We quantify the destabilising effect of a first-order chemical reaction on the fingering instability of a diffusive boundary layer in a porous medium. Using scaling, we show that the dynamics of such a reactive boundary layer is fully determined by two dimensionless groups: Da/Ra, which measures the timescale for convection compared to those for reaction and diffusion; and β/β, which reflects the density change induced by the product relative to that of the diffusing solute. Linear stability and numerical results for β/β in the range 0-10 and Da/Ra in the range 0-0.01 are presented. It is shown that the chemical reaction increases the growth rate of a transverse perturbation and favours large wavenumbers compared to the inert system. Higher β/β and Da/Ra not only accelerate the onset of convection, but crucially also double the transport of the solute compared to the inert system. Application of our findings to the storage of carbon dioxide in carbonate saline aquifers reveals that chemical equilibrium curtails this increase of CO flux to 50%.
We investigate the effects of a dissolution reaction, A(aq) + B(s) → C(aq), on the gravitational instability and nonlinear dynamic behaviour of a diffusive boundary layer in a porous medium. Our linear stability and numerical results reveal that, unexpectedly, even when the density contribution of the soluble product C is smaller than that of the dissolved solute A, the chemical reaction can destabilize the layer and accelerate the onset of convection. However, for a very light product, the reaction stabilizes the layer. We show that these widely disparate characteristics of the reactive-diffusive layer are outcomes of the nonlinear competition between two reaction effects, the destabilizing sharpening of the solute concentration gradient and associated increase in the solute diffusive flux, and the stabilizing replacement of the solute by a less dense product near the interface.
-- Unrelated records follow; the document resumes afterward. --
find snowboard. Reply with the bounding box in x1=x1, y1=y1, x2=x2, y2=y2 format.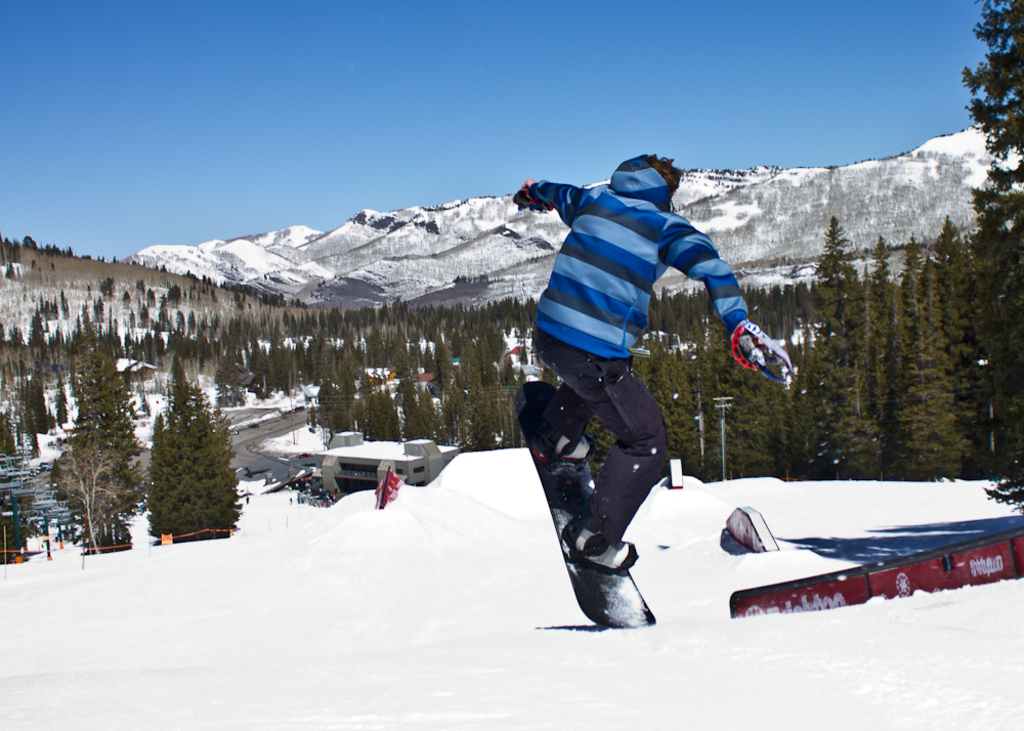
x1=501, y1=369, x2=667, y2=635.
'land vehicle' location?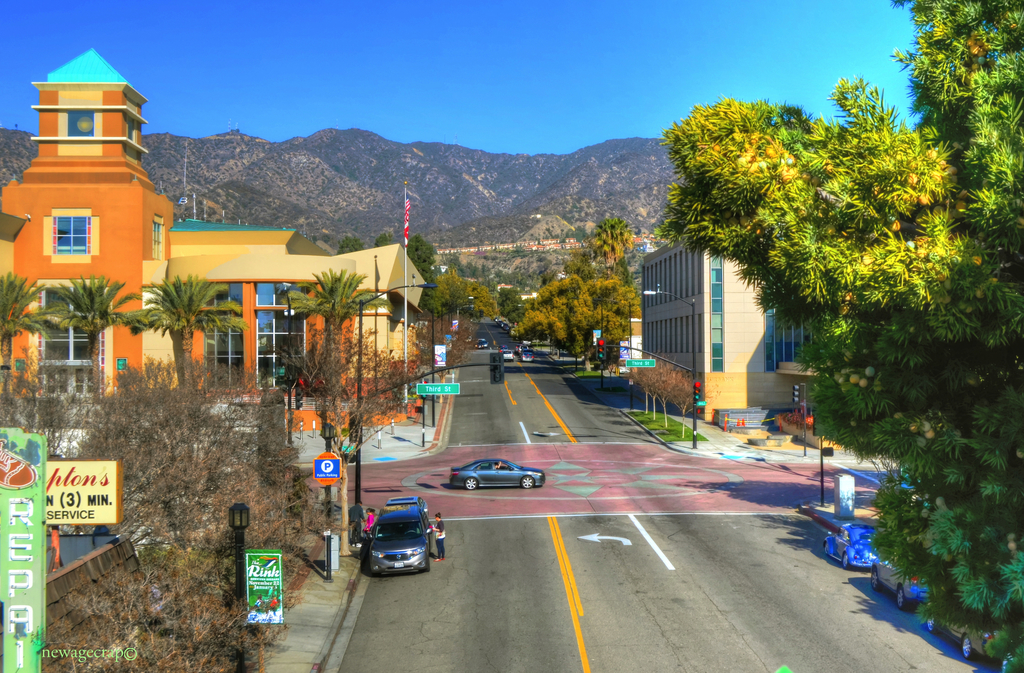
x1=504, y1=350, x2=516, y2=359
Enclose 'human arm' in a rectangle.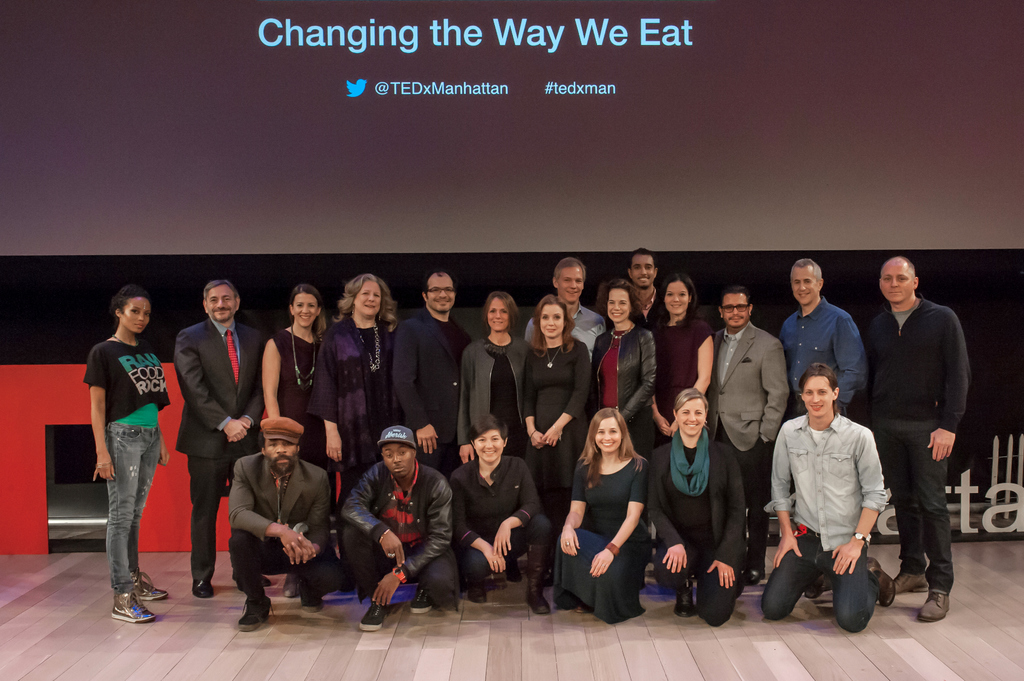
175/332/245/445.
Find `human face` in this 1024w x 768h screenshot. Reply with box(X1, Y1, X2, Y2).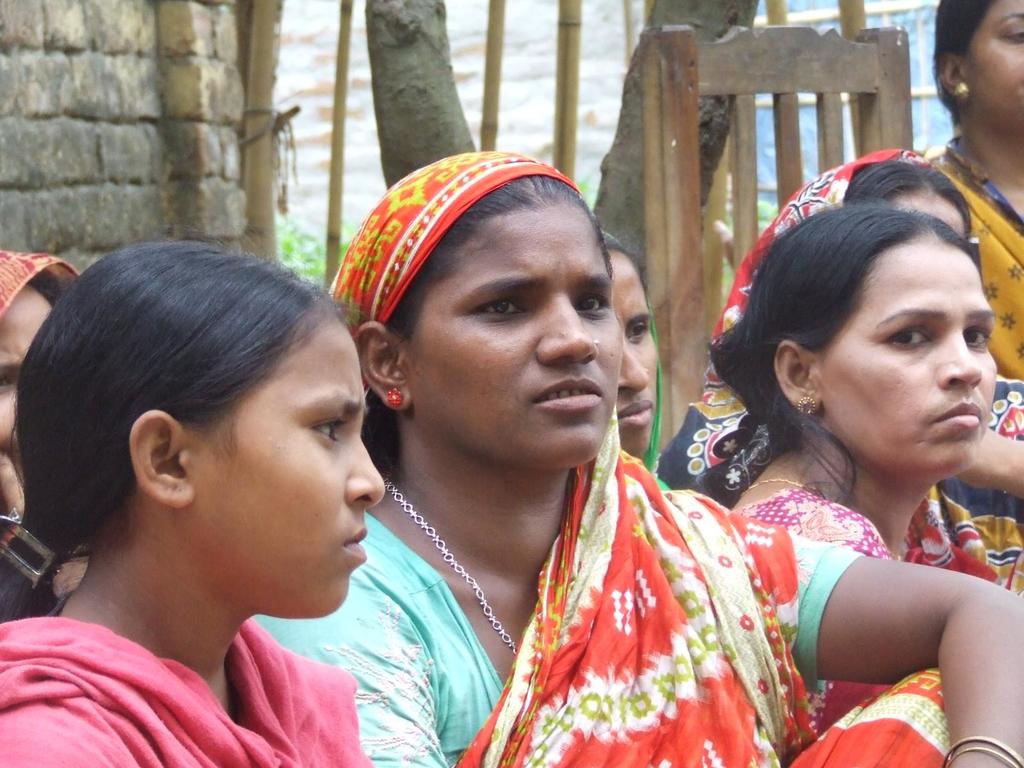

Abstract:Reactive convection in a porous medium has received recent interest in the context of the geological storage of carbon dioxide in saline formations. We study theoretically and numerically the gravitational instability of a diffusive boundary layer in the presence of a first-order precipitation reaction. We compare the predictions from normal mode, linear stability analysis, and nonlinear numerical simulations, and discuss the relative deviations.